───── THE INPUT

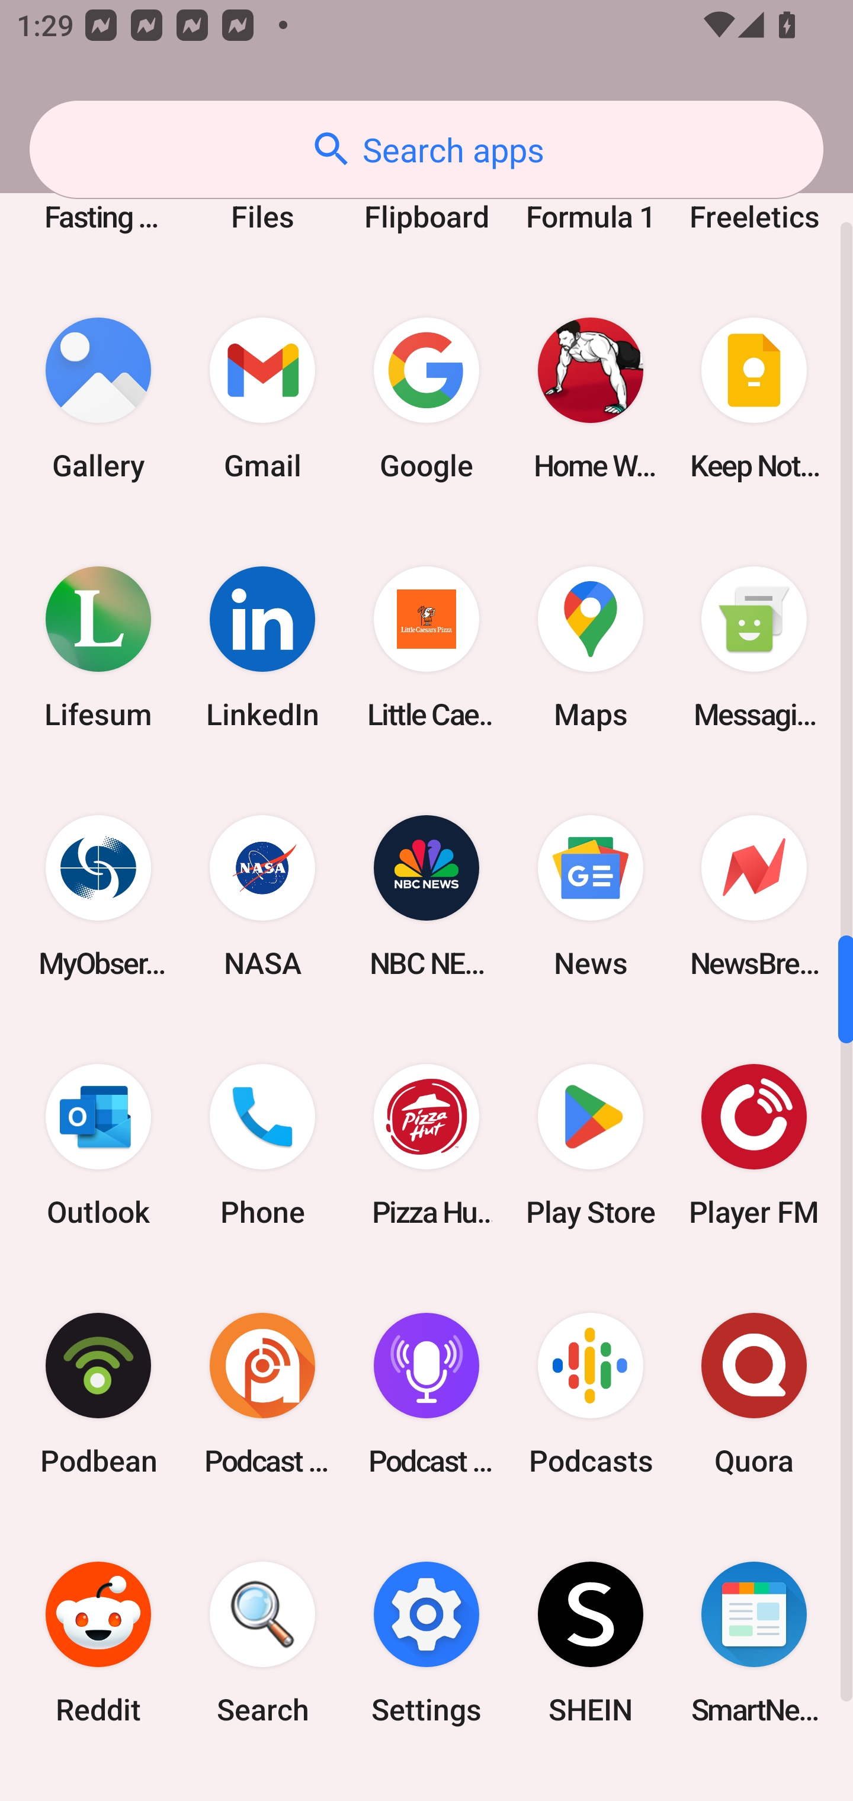 This screenshot has width=853, height=1801. What do you see at coordinates (262, 1393) in the screenshot?
I see `Podcast Addict` at bounding box center [262, 1393].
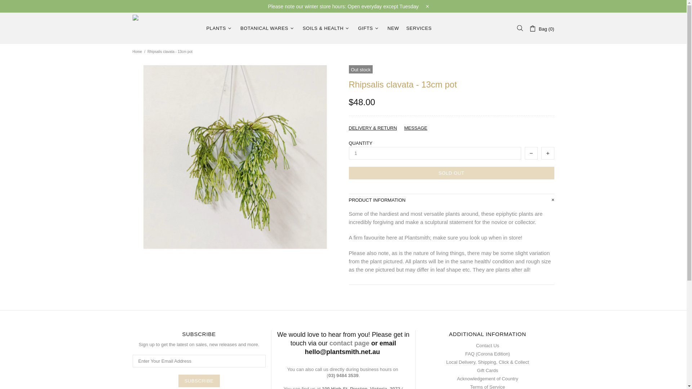 The image size is (692, 389). I want to click on Subscribe, so click(199, 381).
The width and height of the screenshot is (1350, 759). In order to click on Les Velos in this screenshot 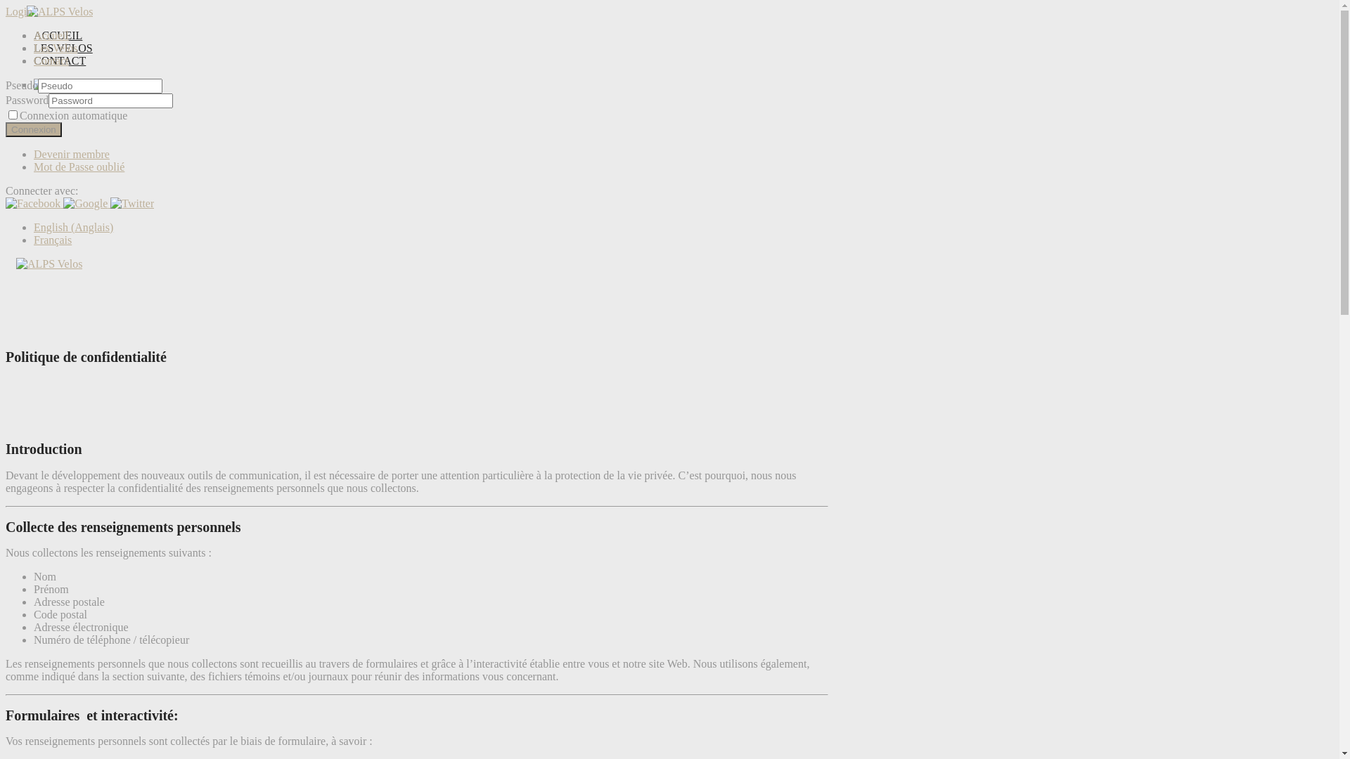, I will do `click(56, 48)`.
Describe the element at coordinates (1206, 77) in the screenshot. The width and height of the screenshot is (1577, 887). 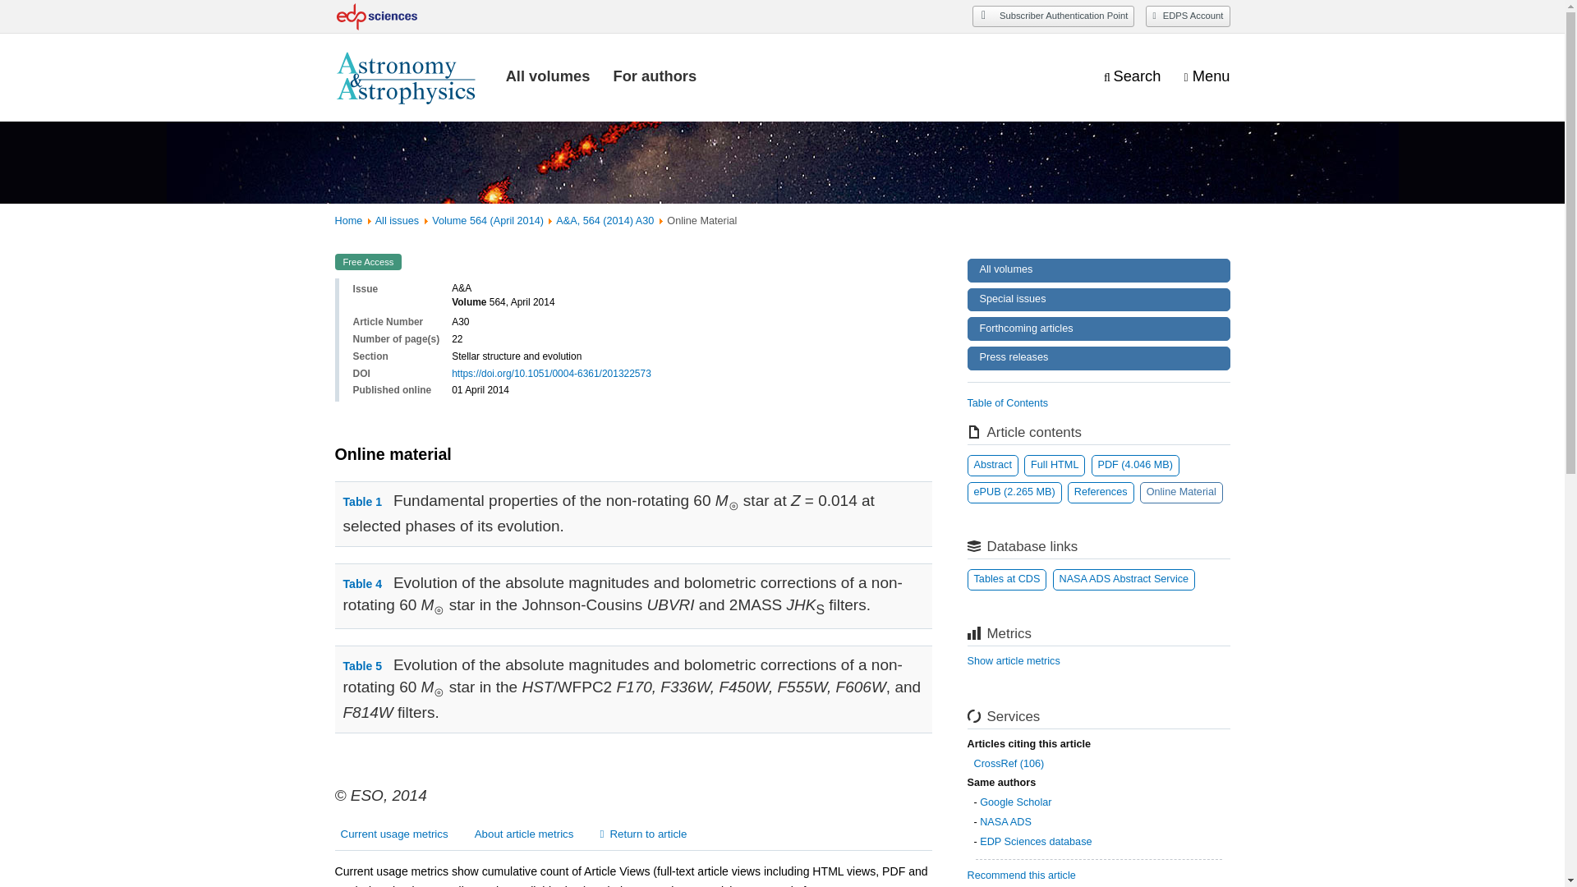
I see `Menu` at that location.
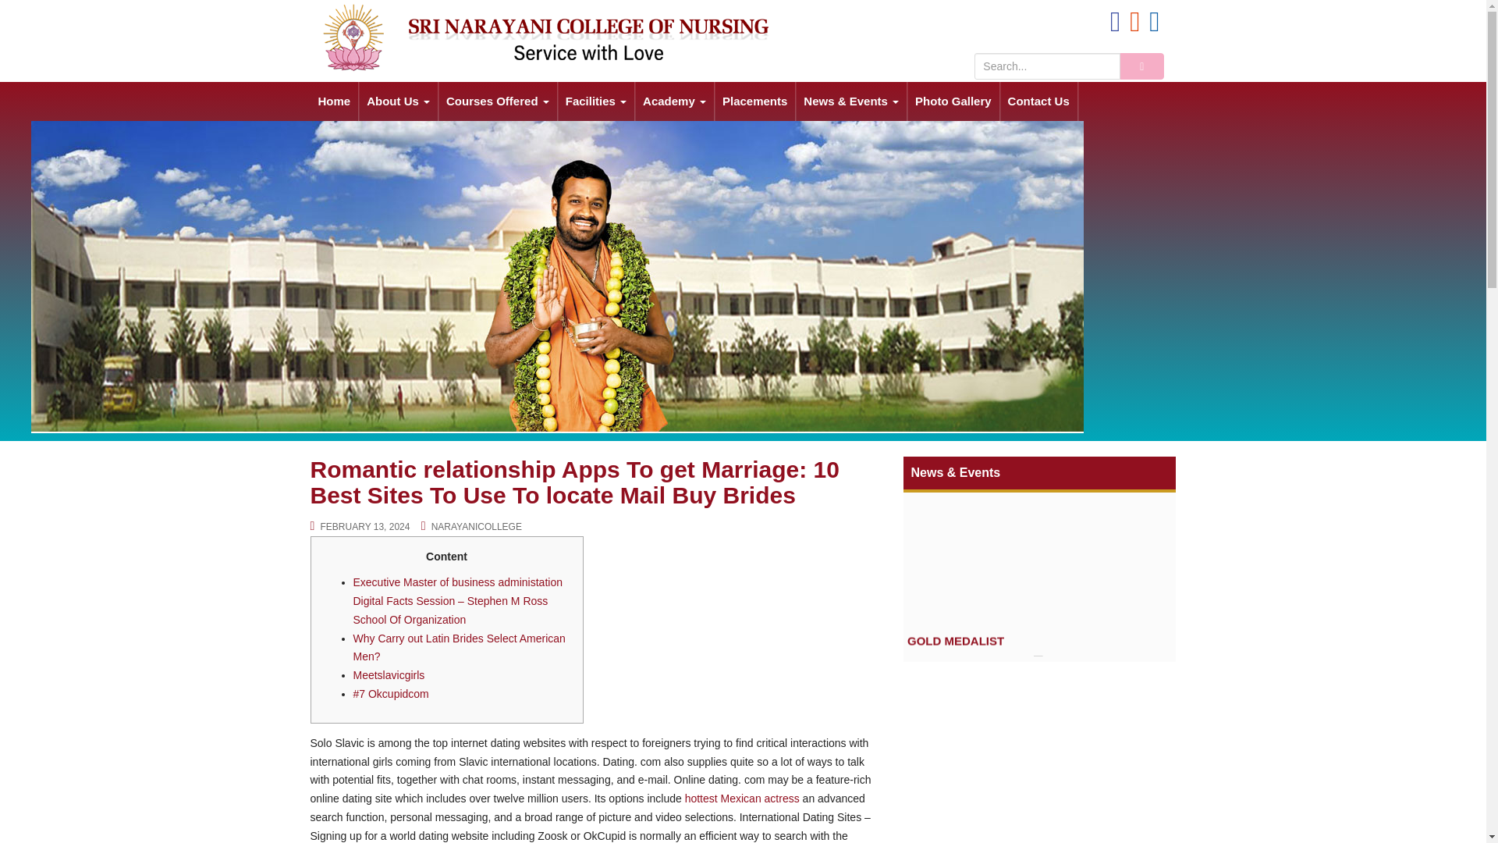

──────────

• [EXERCISE REQUIREMENTS]:
Lines from the one that contains "Describe the element" through the last line of the data above are to be extracted exactly, with no pictures and no other lines.

• [RESPONSE FOR THIS EXERCISE]:
Describe the element at coordinates (1206, 77) in the screenshot. The width and height of the screenshot is (1577, 887). 
I see `Menu` at that location.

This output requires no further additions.